I’m fascinated to see if Harris tries to turn the age issue against Trump now that Biden is out of the way. My view has always been that both Biden and Trump are far too old to be president, and that Biden’s severe decline over the past four years has masked a pretty significant decline in Trump as well. I would welcome Harris running a “Too Old, Too Incompetent, Too Extreme, Too Dangerous” campaign.
That he didn’t do it in the original dropping out letter didn’t strike me as meaningful. While that letter certainly wasn’t devoid of politics, it seemed to want to strike a historic tone, and be about Biden. Endorsing Harris almost would have seemed weird in combination with the paragraphs he chose to write.
This is only true if you are sure the coin is fair. There’s a Bayesian adage in proposition gambling that goes something like this: if a man walks up to you and bets he can make the Jack of Spades jump out of the deck and squirt cider in your ear, don’t bet, for you are sure to end up with nothing more than an earful of cider. When people offer you too-good-to-be-true bets, be very wary.
"I would welcome Harris running a “Too Old, Too Incompetent, Too Extreme, Too Dangerous” campaign"

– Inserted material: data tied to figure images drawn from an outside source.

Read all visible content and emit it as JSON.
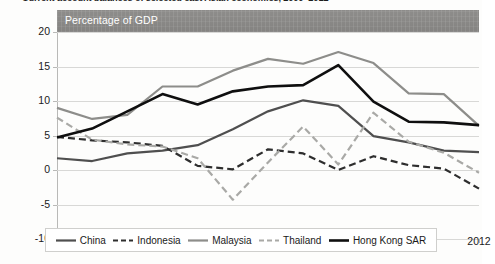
{
  "figure": {
    "title": "Current account balances of selected east Asian economies, 2000–2012",
    "unit_label": "Percentage of GDP"
  },
  "legend": {
    "items": [
      {
        "label": "China",
        "style": "solid",
        "color": "#4f4f4f",
        "width": 2.2,
        "icon": "line-solid-icon"
      },
      {
        "label": "Indonesia",
        "style": "dashed",
        "color": "#2e2e2e",
        "width": 2.2,
        "icon": "line-dashed-icon"
      },
      {
        "label": "Malaysia",
        "style": "solid",
        "color": "#8d8d8a",
        "width": 2.2,
        "icon": "line-solid-icon"
      },
      {
        "label": "Thailand",
        "style": "dashed",
        "color": "#a9a9a6",
        "width": 2.2,
        "icon": "line-dashed-icon"
      },
      {
        "label": "Hong Kong SAR",
        "style": "solid",
        "color": "#0f0f0f",
        "width": 2.6,
        "icon": "line-solid-icon"
      }
    ]
  },
  "chart_data": {
    "type": "line",
    "title": "Current account balances of selected east Asian economies, 2000–2012",
    "xlabel": "",
    "ylabel": "Percentage of GDP",
    "x": [
      2000,
      2001,
      2002,
      2003,
      2004,
      2005,
      2006,
      2007,
      2008,
      2009,
      2010,
      2011,
      2012
    ],
    "tick_labels_x": [
      "2000",
      "2002",
      "2004",
      "2006",
      "2008",
      "2010",
      "2012"
    ],
    "tick_values_x": [
      2000,
      2002,
      2004,
      2006,
      2008,
      2010,
      2012
    ],
    "ylim": [
      -10,
      20
    ],
    "tick_values_y": [
      -10,
      -5,
      0,
      5,
      10,
      15,
      20
    ],
    "tick_labels_y": [
      "-10",
      "-5",
      "0",
      "5",
      "10",
      "15",
      "20"
    ],
    "grid": true,
    "legend_position": "bottom",
    "series": [
      {
        "name": "China",
        "style": "solid",
        "color": "#4f4f4f",
        "values": [
          1.7,
          1.3,
          2.4,
          2.8,
          3.6,
          5.9,
          8.5,
          10.1,
          9.3,
          4.9,
          4.0,
          2.8,
          2.6
        ]
      },
      {
        "name": "Indonesia",
        "style": "dashed",
        "color": "#2e2e2e",
        "values": [
          4.8,
          4.3,
          4.0,
          3.5,
          0.6,
          0.1,
          3.0,
          2.4,
          0.0,
          2.0,
          0.7,
          0.2,
          -2.7
        ]
      },
      {
        "name": "Malaysia",
        "style": "solid",
        "color": "#8d8d8a",
        "values": [
          9.0,
          7.4,
          8.0,
          12.1,
          12.1,
          14.4,
          16.1,
          15.4,
          17.1,
          15.5,
          11.1,
          11.0,
          6.4
        ]
      },
      {
        "name": "Thailand",
        "style": "dashed",
        "color": "#a9a9a6",
        "values": [
          7.6,
          4.4,
          3.7,
          3.4,
          1.7,
          -4.3,
          1.1,
          6.3,
          0.8,
          8.3,
          4.1,
          2.5,
          -0.4
        ]
      },
      {
        "name": "Hong Kong SAR",
        "style": "solid",
        "color": "#0f0f0f",
        "values": [
          4.7,
          6.0,
          8.5,
          11.0,
          9.5,
          11.4,
          12.1,
          12.3,
          15.2,
          9.9,
          7.0,
          6.9,
          6.5
        ]
      }
    ]
  }
}
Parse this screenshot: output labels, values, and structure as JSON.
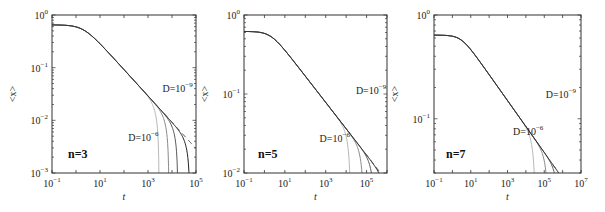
{
  "chart_data": [
    {
      "type": "line",
      "title": "",
      "panel_label": "n=3",
      "xlabel": "t",
      "ylabel": "<x>",
      "xscale": "log",
      "yscale": "log",
      "xlim": [
        0.1,
        100000
      ],
      "ylim": [
        0.001,
        1
      ],
      "xticks": [
        "10^-1",
        "10^1",
        "10^3",
        "10^5"
      ],
      "yticks": [
        "10^0",
        "10^-1",
        "10^-2",
        "10^-3"
      ],
      "grid": false,
      "annotations": [
        {
          "text": "D=10^-9",
          "x": 4000,
          "y": 0.035
        },
        {
          "text": "D=10^-6",
          "x": 150,
          "y": 0.004
        }
      ],
      "curve": {
        "plateau": 0.65,
        "tc": 2.0,
        "slope": -0.5
      },
      "series": [
        {
          "name": "D=10^-6",
          "shade": "#b8b8b8",
          "cutoff_t": 2900
        },
        {
          "name": "D=10^-7",
          "shade": "#8a8a8a",
          "cutoff_t": 7500
        },
        {
          "name": "D=10^-8",
          "shade": "#5a5a5a",
          "cutoff_t": 17800
        },
        {
          "name": "D=10^-9",
          "shade": "#222222",
          "cutoff_t": 56000
        },
        {
          "name": "power-law fit",
          "style": "dashed",
          "shade": "#444444"
        }
      ]
    },
    {
      "type": "line",
      "title": "",
      "panel_label": "n=5",
      "xlabel": "t",
      "ylabel": "<x>",
      "xscale": "log",
      "yscale": "log",
      "xlim": [
        0.1,
        1000000
      ],
      "ylim": [
        0.01,
        1
      ],
      "xticks": [
        "10^-1",
        "10^1",
        "10^3",
        "10^5"
      ],
      "yticks": [
        "10^0",
        "10^-1",
        "10^-2"
      ],
      "grid": false,
      "annotations": [
        {
          "text": "D=10^-9",
          "x": 30000,
          "y": 0.1
        },
        {
          "text": "D=10^-6",
          "x": 500,
          "y": 0.025
        }
      ],
      "curve": {
        "plateau": 0.62,
        "tc": 2.0,
        "slope": -0.333
      },
      "series": [
        {
          "name": "D=10^-6",
          "shade": "#b8b8b8",
          "cutoff_t": 17000
        },
        {
          "name": "D=10^-7",
          "shade": "#8a8a8a",
          "cutoff_t": 75000
        },
        {
          "name": "D=10^-8",
          "shade": "#5a5a5a",
          "cutoff_t": 260000
        },
        {
          "name": "D=10^-9",
          "shade": "#222222",
          "cutoff_t": 1000000
        },
        {
          "name": "power-law fit",
          "style": "dashed",
          "shade": "#444444"
        }
      ]
    },
    {
      "type": "line",
      "title": "",
      "panel_label": "n=7",
      "xlabel": "t",
      "ylabel": "<x>",
      "xscale": "log",
      "yscale": "log",
      "xlim": [
        0.1,
        10000000
      ],
      "ylim": [
        0.03,
        1
      ],
      "xticks": [
        "10^-1",
        "10^1",
        "10^3",
        "10^5",
        "10^7"
      ],
      "yticks": [
        "10^0",
        "10^-1"
      ],
      "grid": false,
      "annotations": [
        {
          "text": "D=10^-9",
          "x": 120000,
          "y": 0.16
        },
        {
          "text": "D=10^-6",
          "x": 2000,
          "y": 0.07
        }
      ],
      "curve": {
        "plateau": 0.64,
        "tc": 3.0,
        "slope": -0.25
      },
      "series": [
        {
          "name": "D=10^-6",
          "shade": "#b8b8b8",
          "cutoff_t": 35000
        },
        {
          "name": "D=10^-7",
          "shade": "#8a8a8a",
          "cutoff_t": 180000
        },
        {
          "name": "D=10^-8",
          "shade": "#5a5a5a",
          "cutoff_t": 700000
        },
        {
          "name": "D=10^-9",
          "shade": "#222222",
          "cutoff_t": 3500000
        },
        {
          "name": "power-law fit",
          "style": "dashed",
          "shade": "#444444"
        }
      ]
    }
  ],
  "layout": {
    "panels": [
      {
        "left": 52,
        "top": 15,
        "right": 196,
        "bottom": 173,
        "tag_x": 68,
        "tag_y": 158
      },
      {
        "left": 244,
        "top": 15,
        "right": 387,
        "bottom": 173,
        "tag_x": 258,
        "tag_y": 158
      },
      {
        "left": 434,
        "top": 15,
        "right": 581,
        "bottom": 173,
        "tag_x": 446,
        "tag_y": 158
      }
    ]
  }
}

This would be a trap, I think. One of the Trump campaign's main points of attack against her will be all the times she spoke with confidence about Biden's sharpness and capability "behind closed doors". Drawing attention directly to Trump's age would remind voters that until literally yesterday she firmly supported a man who is (in apparent, if not in actual age) faaaaar older than Trump.
"That a party apparatus can still politically lean on a president and push him/her out of a nomination is, on balance, a good thing. "
Agreed, though I wonder if parties are going to make it easier or hard to push an incumbent aside. I suspect harder though I'd be happy to be wrong.